Molecular Spiders with Memory

Molecular Spiders with Memory
Notice: This research summary and analysis were automatically generated using AI technology. For absolute accuracy, please refer to the [Original Paper Viewer] below or the Original ArXiv Source.

Synthetic bio-molecular spiders with “legs” made of single-stranded segments of DNA can move on a surface which is also covered by single-stranded segments of DNA complementary to the leg DNA. In experimental realizations, when a leg detaches from a segment of the surface for the first time it alters that segment, and legs subsequently bound to these altered segments more weakly. Inspired by these experiments we investigate spiders moving along a one-dimensional substrate, whose legs leave newly visited sites at a slower rate than revisited sites. For a random walk (one-leg spider) the slowdown does not effect the long time behavior. For a bipedal spider, however, the slowdown generates an effective bias towards unvisited sites, and the spider behaves similarly to the excited walk. Surprisingly, the slowing down of the spider at new sites increases the diffusion coefficient and accelerates the growth of the number of visited sites.


💡 Research Summary

The paper investigates the dynamics of synthetic DNA‑based molecular spiders moving on a one‑dimensional substrate, focusing on the effect of a memory mechanism whereby a leg that detaches from a site for the first time leaves that site in a modified state that weakens subsequent binding. The authors model the substrate as a lattice whose sites are either “new” (never visited) or “visited”. When a spider steps onto a new site, the hopping rate away from that site is reduced to r < 1, whereas from visited sites the hopping rate is unity.

First, the authors consider the simplest case of a one‑leg spider, which reduces to a random walk with site‑dependent rates. By calculating the mean time ⟨T_N⟩ required to visit N distinct sites, they obtain ⟨T_N⟩ = N(N‑1)/4 + N²/(2r). The leading N² term is independent of r, showing that the slowdown at new sites only changes sub‑leading linear corrections. Consequently, the long‑time diffusion exponent and the scaling of the number of visited sites remain those of an ordinary random walk; the memory is asymptotically irrelevant for a single leg.

To capture the bias introduced by the slowdown, the authors turn to the “excited random walk” (ERW) framework. In an ERW, the first departure from a site occurs with forward rate f and backward rate b, while subsequent departures are symmetric (rate 1). By solving the associated first‑passage problem using Laplace transforms, they derive exact expressions for the average cover time, its variance, and the full distribution of the number of visited sites. The key result is that the average number of visited sites grows as ⟨n(t)⟩ = A(a) √t, where a = 2/(1 + f/b) and A(a) = 2 Γ(a) Γ(a + ½)/√π. For the unbiased case a = 1, A = 4/√π, reproducing the classic result. When a ≠ 1 (i.e., when there is a forward or backward bias), A decreases monotonically, yet the diffusion coefficient D ∝ A² actually increases for strong forward bias—a counter‑intuitive acceleration caused by the effective outward drift.

The core of the paper examines a bipedal spider with a maximal leg separation s = 2. When one leg steps onto a new site, that site becomes a “product” and the leg’s detachment rate drops to r. The spider’s center of mass then performs a biased walk: the leg on the newly visited site moves slowly (rate r) while the other leg moves at rate 1. This asymmetry creates an effective outward bias whenever the spider is at the edge of the visited “island”. By mapping the spider’s dynamics onto a random walk with reflecting boundaries, the authors compute the mean time to enlarge the visited region and find that the slowdown at new sites leads to a larger effective diffusion constant and a faster √t growth of visited sites, exactly as predicted by the ERW analogy.

Finally, the analysis is extended to global spiders with L legs and a global distance constraint S = L. The same mechanism—slow departure from freshly visited sites—generates an outward bias for the whole assembly. Using known results for exclusion processes with periodic boundaries, the authors obtain diffusion coefficients for arbitrary L, confirming that the memory‑induced bias persists and even amplifies with more legs.

In summary, the paper demonstrates that a simple memory rule—slower hopping from newly visited sites—does not affect a single‑leg random walk but dramatically changes the behavior of multi‑leg spiders. The slowdown produces an effective outward bias, increasing both the diffusion coefficient and the rate at which new sites are explored. These findings provide quantitative guidance for designing DNA‑spider nanomachines with tunable exploration speeds and illustrate how non‑Markovian effects can be treated exactly in one dimension.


> **The task**: All lines of the records below that contain the word "style" must be listed.

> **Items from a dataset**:
_ _ _ _ _
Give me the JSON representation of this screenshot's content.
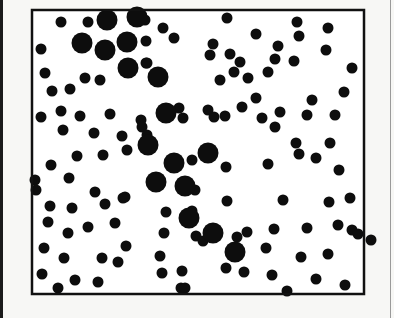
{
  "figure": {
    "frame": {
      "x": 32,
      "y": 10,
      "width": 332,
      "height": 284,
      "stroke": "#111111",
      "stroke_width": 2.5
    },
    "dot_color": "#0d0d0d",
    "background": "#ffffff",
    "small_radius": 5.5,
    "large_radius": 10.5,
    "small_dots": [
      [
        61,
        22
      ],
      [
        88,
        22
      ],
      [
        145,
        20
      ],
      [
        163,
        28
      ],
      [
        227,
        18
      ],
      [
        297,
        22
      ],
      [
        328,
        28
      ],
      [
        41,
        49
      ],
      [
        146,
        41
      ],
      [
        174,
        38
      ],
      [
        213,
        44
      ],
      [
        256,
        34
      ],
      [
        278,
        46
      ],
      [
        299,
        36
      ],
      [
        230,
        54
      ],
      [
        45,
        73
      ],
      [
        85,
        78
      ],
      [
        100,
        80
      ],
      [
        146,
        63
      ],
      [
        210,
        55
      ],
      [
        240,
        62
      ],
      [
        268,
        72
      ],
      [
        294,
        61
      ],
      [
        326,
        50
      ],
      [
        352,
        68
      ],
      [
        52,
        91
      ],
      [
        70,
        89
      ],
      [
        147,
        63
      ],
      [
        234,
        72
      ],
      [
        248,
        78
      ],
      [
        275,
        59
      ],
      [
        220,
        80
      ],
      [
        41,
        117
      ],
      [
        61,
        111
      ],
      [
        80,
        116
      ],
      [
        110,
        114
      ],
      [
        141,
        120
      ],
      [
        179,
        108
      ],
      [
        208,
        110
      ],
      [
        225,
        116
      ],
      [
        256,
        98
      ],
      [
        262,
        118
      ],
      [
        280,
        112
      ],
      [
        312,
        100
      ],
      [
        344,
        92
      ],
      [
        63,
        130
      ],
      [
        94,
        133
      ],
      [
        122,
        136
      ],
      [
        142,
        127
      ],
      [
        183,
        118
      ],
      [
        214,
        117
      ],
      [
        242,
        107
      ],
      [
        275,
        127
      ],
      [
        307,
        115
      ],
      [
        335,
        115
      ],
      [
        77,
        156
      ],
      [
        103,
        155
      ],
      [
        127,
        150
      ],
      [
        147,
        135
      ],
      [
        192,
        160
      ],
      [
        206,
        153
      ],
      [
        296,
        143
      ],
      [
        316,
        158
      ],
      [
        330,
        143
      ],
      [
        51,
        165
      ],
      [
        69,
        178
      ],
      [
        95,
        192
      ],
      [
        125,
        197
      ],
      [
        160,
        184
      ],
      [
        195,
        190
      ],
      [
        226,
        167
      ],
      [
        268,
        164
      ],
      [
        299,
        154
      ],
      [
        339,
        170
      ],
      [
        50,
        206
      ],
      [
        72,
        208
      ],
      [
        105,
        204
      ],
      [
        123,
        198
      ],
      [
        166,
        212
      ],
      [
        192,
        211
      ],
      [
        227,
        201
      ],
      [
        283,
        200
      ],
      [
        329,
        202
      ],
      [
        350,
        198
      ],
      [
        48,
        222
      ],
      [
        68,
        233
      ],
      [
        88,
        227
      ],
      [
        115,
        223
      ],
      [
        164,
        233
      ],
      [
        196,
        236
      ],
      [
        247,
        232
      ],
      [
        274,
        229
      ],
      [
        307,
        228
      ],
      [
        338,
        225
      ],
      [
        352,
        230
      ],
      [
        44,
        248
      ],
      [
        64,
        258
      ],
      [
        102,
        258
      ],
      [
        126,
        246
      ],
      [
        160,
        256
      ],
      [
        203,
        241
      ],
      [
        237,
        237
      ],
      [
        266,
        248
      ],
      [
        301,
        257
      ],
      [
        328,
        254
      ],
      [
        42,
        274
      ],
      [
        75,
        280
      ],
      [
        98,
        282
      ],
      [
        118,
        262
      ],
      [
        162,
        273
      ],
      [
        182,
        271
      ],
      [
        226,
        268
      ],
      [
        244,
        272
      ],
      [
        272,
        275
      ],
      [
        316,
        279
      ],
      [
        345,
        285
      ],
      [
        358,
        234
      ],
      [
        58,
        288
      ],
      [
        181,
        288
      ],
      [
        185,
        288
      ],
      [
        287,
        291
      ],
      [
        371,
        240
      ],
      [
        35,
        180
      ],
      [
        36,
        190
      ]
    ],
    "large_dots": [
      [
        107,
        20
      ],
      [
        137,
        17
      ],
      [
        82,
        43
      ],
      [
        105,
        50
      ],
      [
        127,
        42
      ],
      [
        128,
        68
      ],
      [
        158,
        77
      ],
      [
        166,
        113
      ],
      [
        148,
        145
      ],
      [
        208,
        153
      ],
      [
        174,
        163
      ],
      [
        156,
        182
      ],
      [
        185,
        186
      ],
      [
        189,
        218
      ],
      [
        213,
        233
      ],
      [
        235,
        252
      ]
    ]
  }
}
_ _ _ _ _
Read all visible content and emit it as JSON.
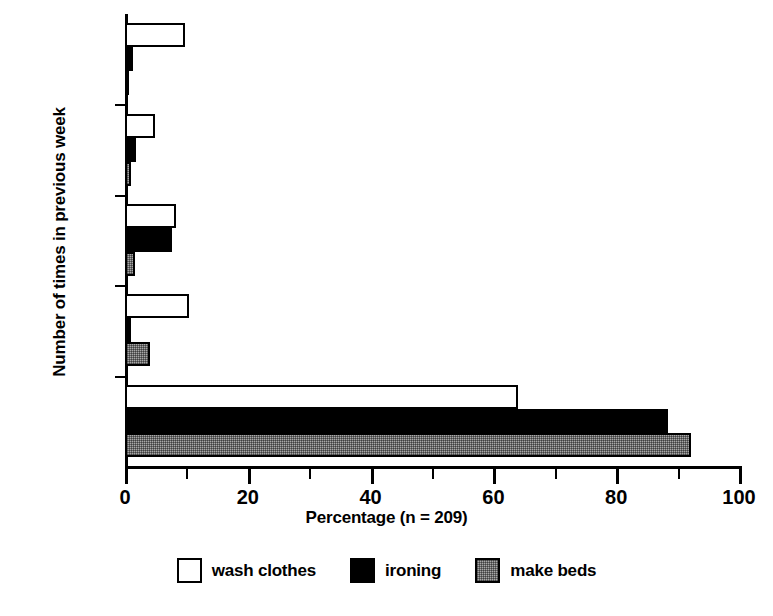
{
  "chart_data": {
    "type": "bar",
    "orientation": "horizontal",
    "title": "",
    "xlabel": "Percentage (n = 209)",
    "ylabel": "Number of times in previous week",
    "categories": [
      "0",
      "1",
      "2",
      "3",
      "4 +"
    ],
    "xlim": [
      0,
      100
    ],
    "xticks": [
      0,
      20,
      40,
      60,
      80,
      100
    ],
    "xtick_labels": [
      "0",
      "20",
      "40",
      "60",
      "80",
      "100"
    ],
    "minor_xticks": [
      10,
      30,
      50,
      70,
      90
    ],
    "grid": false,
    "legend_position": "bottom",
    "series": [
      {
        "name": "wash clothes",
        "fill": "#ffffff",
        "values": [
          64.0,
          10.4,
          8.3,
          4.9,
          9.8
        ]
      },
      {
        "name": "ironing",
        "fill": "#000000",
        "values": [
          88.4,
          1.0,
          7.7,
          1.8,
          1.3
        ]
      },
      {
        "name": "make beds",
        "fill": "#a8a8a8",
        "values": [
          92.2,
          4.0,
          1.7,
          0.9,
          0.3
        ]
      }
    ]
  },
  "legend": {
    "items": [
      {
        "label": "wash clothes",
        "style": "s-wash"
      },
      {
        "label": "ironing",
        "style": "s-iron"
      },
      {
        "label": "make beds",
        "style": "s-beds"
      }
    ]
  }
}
_ _ _ _ _
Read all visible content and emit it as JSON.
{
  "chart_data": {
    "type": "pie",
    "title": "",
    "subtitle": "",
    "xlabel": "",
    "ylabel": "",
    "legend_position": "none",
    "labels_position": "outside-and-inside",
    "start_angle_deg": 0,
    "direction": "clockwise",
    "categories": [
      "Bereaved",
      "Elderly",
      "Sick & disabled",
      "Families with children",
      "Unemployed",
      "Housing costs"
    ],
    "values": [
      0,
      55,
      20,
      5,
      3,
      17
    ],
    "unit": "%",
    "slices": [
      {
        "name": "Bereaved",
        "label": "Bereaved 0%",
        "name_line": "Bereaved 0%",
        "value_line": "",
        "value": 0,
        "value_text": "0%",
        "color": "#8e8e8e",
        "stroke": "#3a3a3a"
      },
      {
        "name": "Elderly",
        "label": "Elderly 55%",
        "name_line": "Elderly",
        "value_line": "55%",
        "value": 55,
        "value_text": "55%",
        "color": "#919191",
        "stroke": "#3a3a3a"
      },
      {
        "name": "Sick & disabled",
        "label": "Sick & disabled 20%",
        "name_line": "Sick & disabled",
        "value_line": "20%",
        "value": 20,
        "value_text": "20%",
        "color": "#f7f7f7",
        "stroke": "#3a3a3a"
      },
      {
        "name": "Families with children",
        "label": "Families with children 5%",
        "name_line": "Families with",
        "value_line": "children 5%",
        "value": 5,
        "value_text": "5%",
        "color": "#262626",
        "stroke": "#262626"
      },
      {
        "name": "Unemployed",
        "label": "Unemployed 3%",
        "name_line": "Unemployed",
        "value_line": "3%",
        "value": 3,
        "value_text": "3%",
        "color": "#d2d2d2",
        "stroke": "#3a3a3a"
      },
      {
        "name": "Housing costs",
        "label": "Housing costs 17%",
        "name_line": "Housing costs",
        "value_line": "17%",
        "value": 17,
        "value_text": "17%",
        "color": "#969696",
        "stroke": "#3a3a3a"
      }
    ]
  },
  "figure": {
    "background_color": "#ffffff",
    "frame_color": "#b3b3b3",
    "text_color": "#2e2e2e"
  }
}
_ _ _ _ _
> **Exercise result**:
        "style": "s-wash"
        "style": "s-iron"
        "style": "s-beds"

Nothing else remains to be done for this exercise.